For more than one term or phrase, the plural qq.v. is used. re in re "in the matter of", "concerning" Often used to prefix the subject of traditional letters and memoranda. However, when used in an e-mail subject, there is evidence that it functions as an abbreviation of "reply" rather than the word meaning "in the matter of". Nominative case ...
The modern term "culture" is based on a term used by the ancient Roman orator Cicero in his Tusculanae Disputationes, where he wrote of a cultivation of the soul or "cultura animi", [6] using an agricultural metaphor for the development of a philosophical soul, understood teleologically as the highest possible ideal for human development.

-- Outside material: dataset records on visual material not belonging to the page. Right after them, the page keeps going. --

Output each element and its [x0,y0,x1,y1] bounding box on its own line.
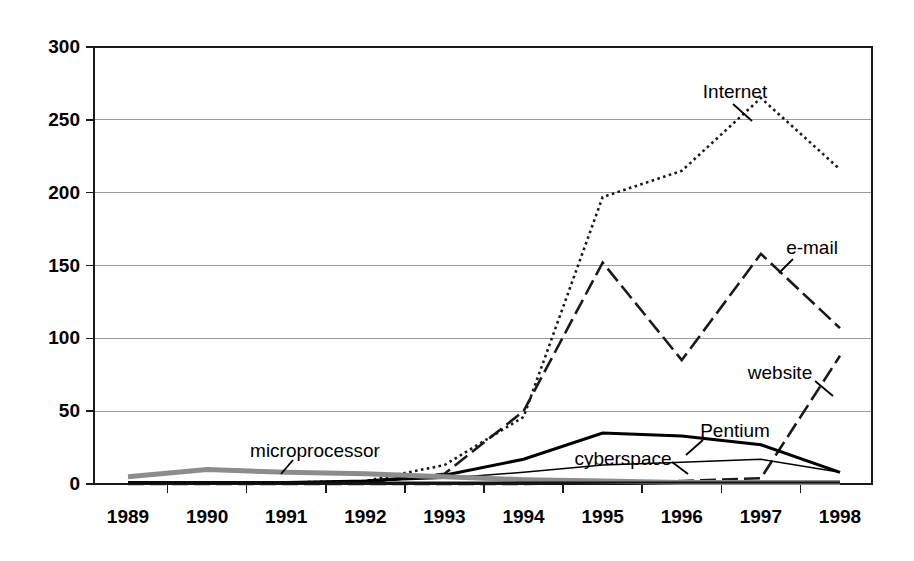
x-tick-label-1992: 1992 [344,506,386,527]
leader-line-pentium [686,440,703,455]
series-annotations: Internete-mailwebsitePentiumcyberspacemi… [250,81,838,474]
y-tick-label-0: 0 [69,473,80,494]
leader-line-cyberspace [672,462,688,474]
y-axis-tick-labels: 050100150200250300 [48,36,80,494]
series-line-microprocessor [128,469,840,482]
x-axis-tick-labels: 1989199019911992199319941995199619971998 [107,506,861,527]
x-tick-label-1995: 1995 [582,506,625,527]
x-tick-label-1998: 1998 [819,506,861,527]
x-tick-label-1989: 1989 [107,506,149,527]
y-tick-label-250: 250 [48,109,80,130]
y-tick-label-100: 100 [48,327,80,348]
x-tick-label-1994: 1994 [502,506,545,527]
x-tick-label-1993: 1993 [423,506,465,527]
y-tick-label-300: 300 [48,36,80,57]
x-tick-label-1997: 1997 [740,506,782,527]
y-tick-label-150: 150 [48,255,80,276]
annotation-pentium: Pentium [700,420,770,441]
annotation-cyberspace: cyberspace [574,448,671,469]
y-tick-label-200: 200 [48,182,80,203]
series-line-e-mail [128,254,840,483]
x-tick-label-1991: 1991 [265,506,308,527]
annotation-website: website [747,362,812,383]
x-tick-label-1996: 1996 [661,506,703,527]
annotation-microprocessor: microprocessor [250,440,381,461]
annotation-e-mail: e-mail [786,237,838,258]
chart-container: Internete-mailwebsitePentiumcyberspacemi… [0,0,914,561]
x-axis-ticks [168,484,801,493]
x-tick-label-1990: 1990 [186,506,228,527]
annotation-internet: Internet [703,81,768,102]
y-axis-ticks [86,47,94,484]
y-tick-label-50: 50 [59,400,80,421]
leader-line-internet [733,104,752,121]
line-chart: Internete-mailwebsitePentiumcyberspacemi… [0,0,914,561]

The term environmental medicine may be seen as a medical specialty, or branch of the broader field of environmental health. [9] [10] Terminology is not fully established, and in many European countries they are used interchangeably. [11] Other terms referring to or concerning environmental health include environmental public health and health ...
These words are inserted in the middle of or at the end of the subject, usually by the author. Was:, WAS: or was: indicates the subject was changed since the previous email. Not an abbreviation, but the English word "was" (past tense of "to be").

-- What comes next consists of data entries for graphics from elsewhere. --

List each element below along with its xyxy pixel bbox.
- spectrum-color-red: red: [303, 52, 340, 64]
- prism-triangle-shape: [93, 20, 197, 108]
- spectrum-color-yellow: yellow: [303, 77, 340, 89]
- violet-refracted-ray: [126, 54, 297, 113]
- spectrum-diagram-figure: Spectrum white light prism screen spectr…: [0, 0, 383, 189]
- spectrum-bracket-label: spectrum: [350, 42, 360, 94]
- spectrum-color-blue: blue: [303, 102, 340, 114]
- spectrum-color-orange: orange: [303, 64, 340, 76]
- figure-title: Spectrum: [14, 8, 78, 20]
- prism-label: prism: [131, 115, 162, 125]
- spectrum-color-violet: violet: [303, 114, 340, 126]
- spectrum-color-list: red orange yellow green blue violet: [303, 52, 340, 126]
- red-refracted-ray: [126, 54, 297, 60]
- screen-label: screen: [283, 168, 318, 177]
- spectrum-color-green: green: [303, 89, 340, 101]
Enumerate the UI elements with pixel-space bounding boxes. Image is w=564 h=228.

In Anglicised form, this Greek word began to be used in English (and was likewise adapted into other European languages) in the early 19th century, in a much narrower sense, as a scholarly term for "[a] traditional story, especially one concerning the early history of a people or explaining a natural or social phenomenon, and typically ...
Roman tabula, or wax tablet, with stylus. Tabula rasa (/ ˈ t æ b j ə l ə ˈ r ɑː s ə,-z ə, ˈ r eɪ-/; Latin for "blank slate") is the idea of individuals being born empty of any built-in mental content, so that all knowledge comes from later perceptions or sensory experiences.